Matt Wood, AWS’s general manager for deep learning and AI. (AWS photo)

Developers using Amazon SageMaker to build machine-learning applications will now be able to take advantage of new computing resources and experiment with their models on local machines, Amazon Web Services announced Wednesday at the AWS Summit in San Francisco.

SageMaker, introduced last year at AWS re:Invent 2017, is a cloud service that makes it easier for data scientists to build their models without calling the IT department every few minutes. It also allows developers who lack hardcore data science skills to experiment with machine-learning models in their applications, and both groups will be able to run those models on almost all of the instance types offered by AWS.

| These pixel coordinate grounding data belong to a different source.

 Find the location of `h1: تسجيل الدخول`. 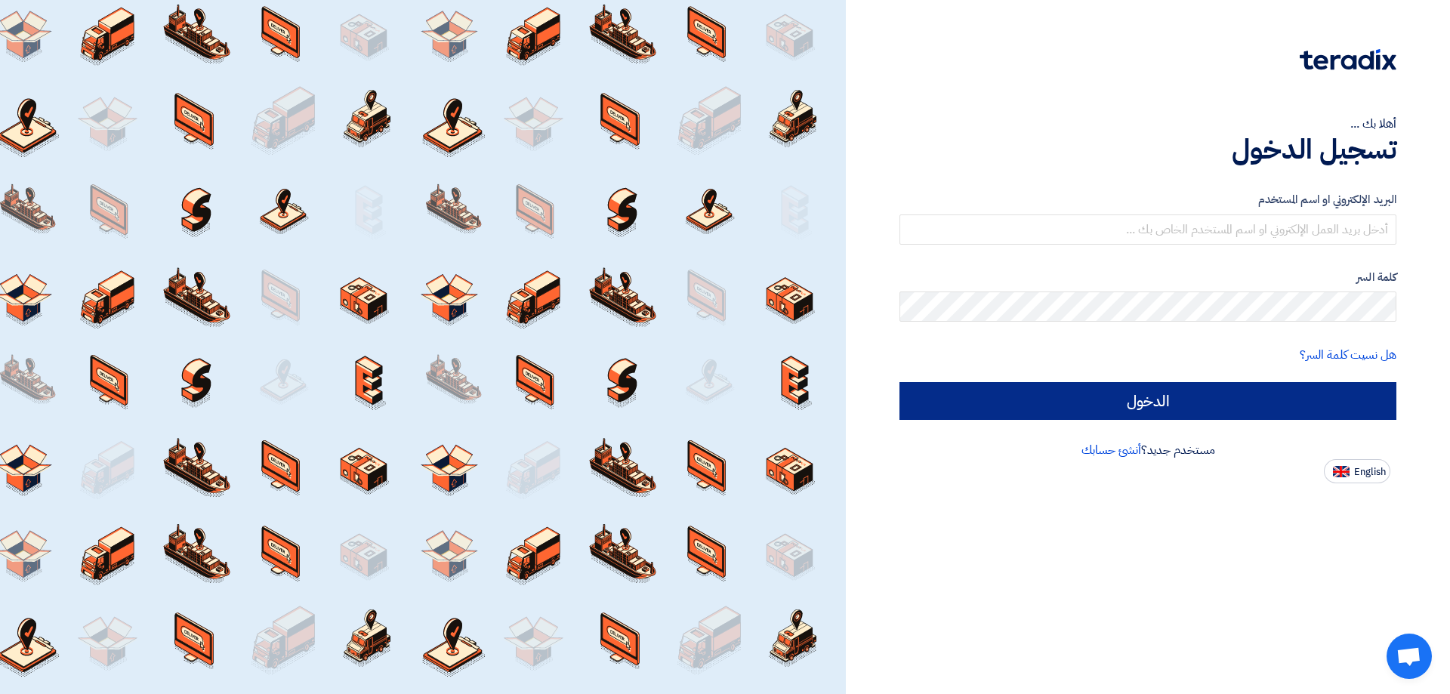

h1: تسجيل الدخول is located at coordinates (1148, 150).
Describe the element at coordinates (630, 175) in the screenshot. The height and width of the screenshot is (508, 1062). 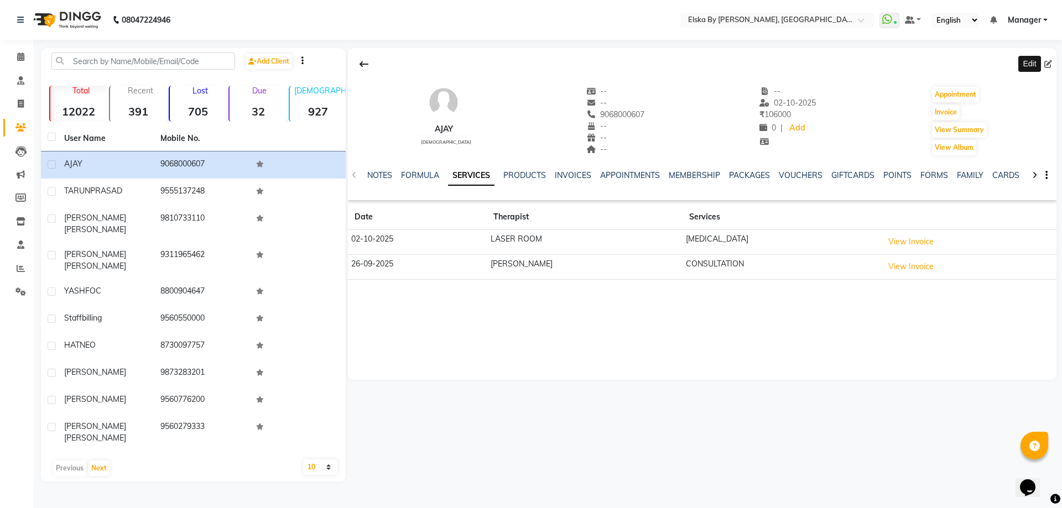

AWS is also open-sourcing the containers it built for two popular machine-learning frameworks, MXNet and Tensorflow. This will allow developers to customize those containers to better suit their own models and run them on local machines, rather than spending a bunch of money tweaking those models on the cloud.

“The dirty secret of machine learning is right now, it’s kind of like a primordial soup,” said Matt Wood, general manager of deep learning and AI for AWS, on stage in San Francisco. Most developers are just getting started with the technology, and different types of datasets require different machine-learning approaches to get the best results.

AWS also announced that two of its AI-powered cloud services — Amazon Transcribe and Amazon Translate — are now generally available for its customers to use text-to-speech and language translation services in their apps. AI-powered services continue to be a big competitive area for cloud computing this year, fresh off new services announced by Google last week and ahead of Microsoft’s big Build developer conference in May.